BERNARD, Sir Robert, 3rd Bt. (d.1703), of Brampton Park, Hunts.

Published in The History of Parliament: the House of Commons 1660-1690, ed. B.D. Henning, 1983
Available from Boydell and Brewer

Constituency

Dates

Family and Education

o.s. of John Bernard by 1st w. m. 26 May 1692, Anne, da. of Robert Weldon, mercer, of Fleet Street, London, 1s. 5da. suc. fa. as 3rd Bt. 25 June 1679.1

Offices Held

Dep. lt. Hunts. Mar. 1688-d., j.p. Oct. 1688-d., commr. for assessment 1689-90; sheriff, Cambs. and Hunts. 1691-2.

Biography

Bernard was pricked as sheriff in November 1688, probably soon after he came of age, but was replaced a few days later. He was probably the ‘Sir Robert Barton’ who was in arms under the 4th Earl of Manchester for William of Orange at the end of the month. He was elected to the Convention as knight of the shire, but he was not an active Member. He may have been appointed (as ‘Mr Bernard’) to the committee on the leather trade on 8 Aug. 1689. Although presumably a Whig, he did not support the disabling clause in the bill to restore corporations, and apparently never stood again. He nominated his uncles, Sir Walter St. John and Francis St. John as trustees under his will, and by a codicil bequeathed the living of Hemingford Abbots to his ‘loving friend’ the vicar of Brampton.
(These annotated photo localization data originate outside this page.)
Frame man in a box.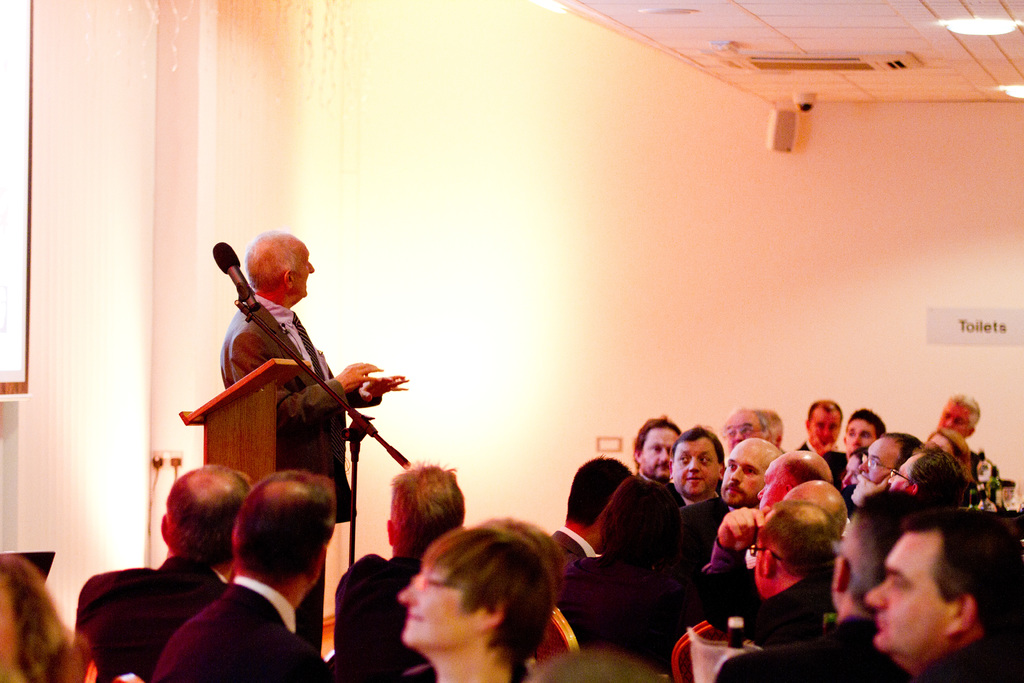
[x1=645, y1=420, x2=717, y2=673].
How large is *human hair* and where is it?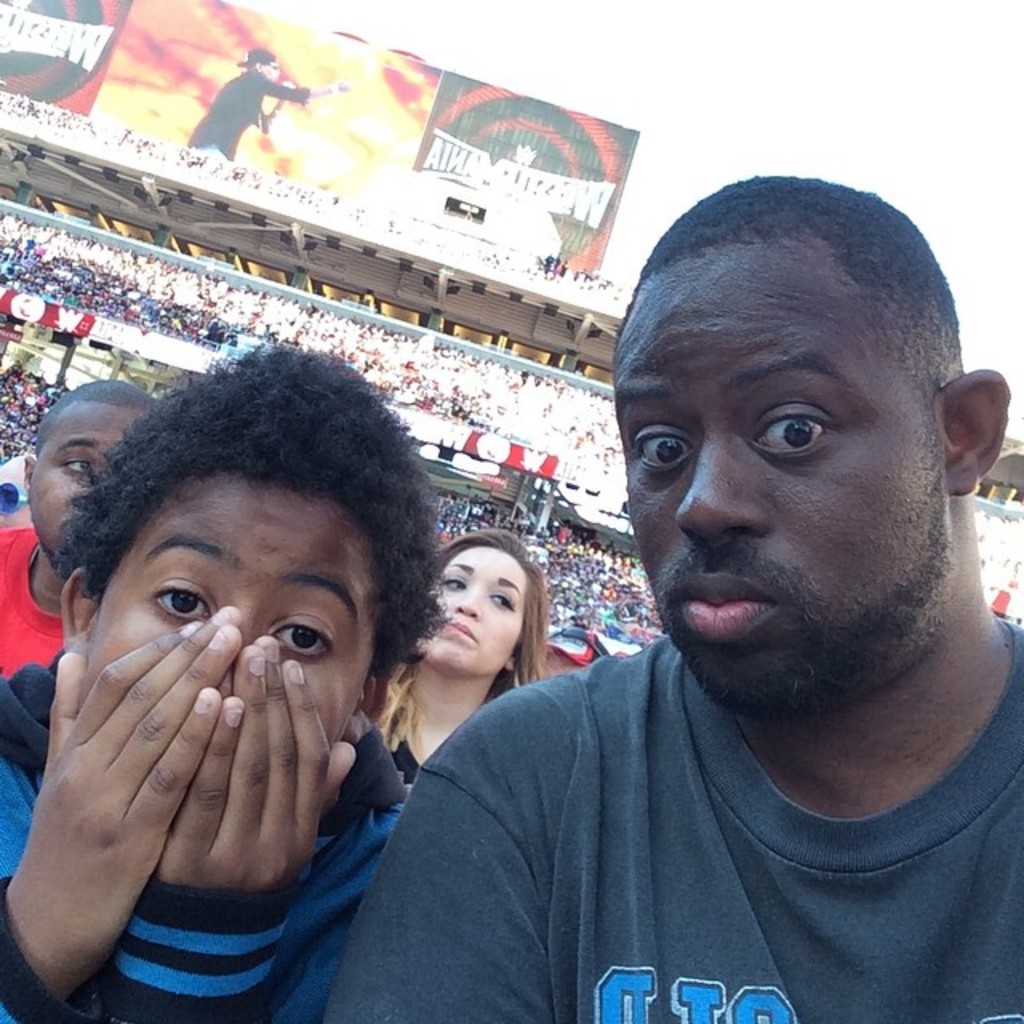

He died on 26 July 1703. His son, the 4th baronet, apparently had no parliamentary ambitions, but his grandson sat for the county from 1765 to 1768, and later for Westminster as a radical.2

Ref Volumes: 1660-1690

Author: E. R. Edwards

Notes

  • 1. M. Noble, Mems. Cromwell Fam. ii. 31, Misc. Gen. et Her. i. 79; Mar. Lic. (Harl. Soc. xxxi), 222.
  • 2. Lansd. 921, f. 11; Hatton Corresp. (Harl. Soc. n.s. xxiii), 116; PCC 84 Degg.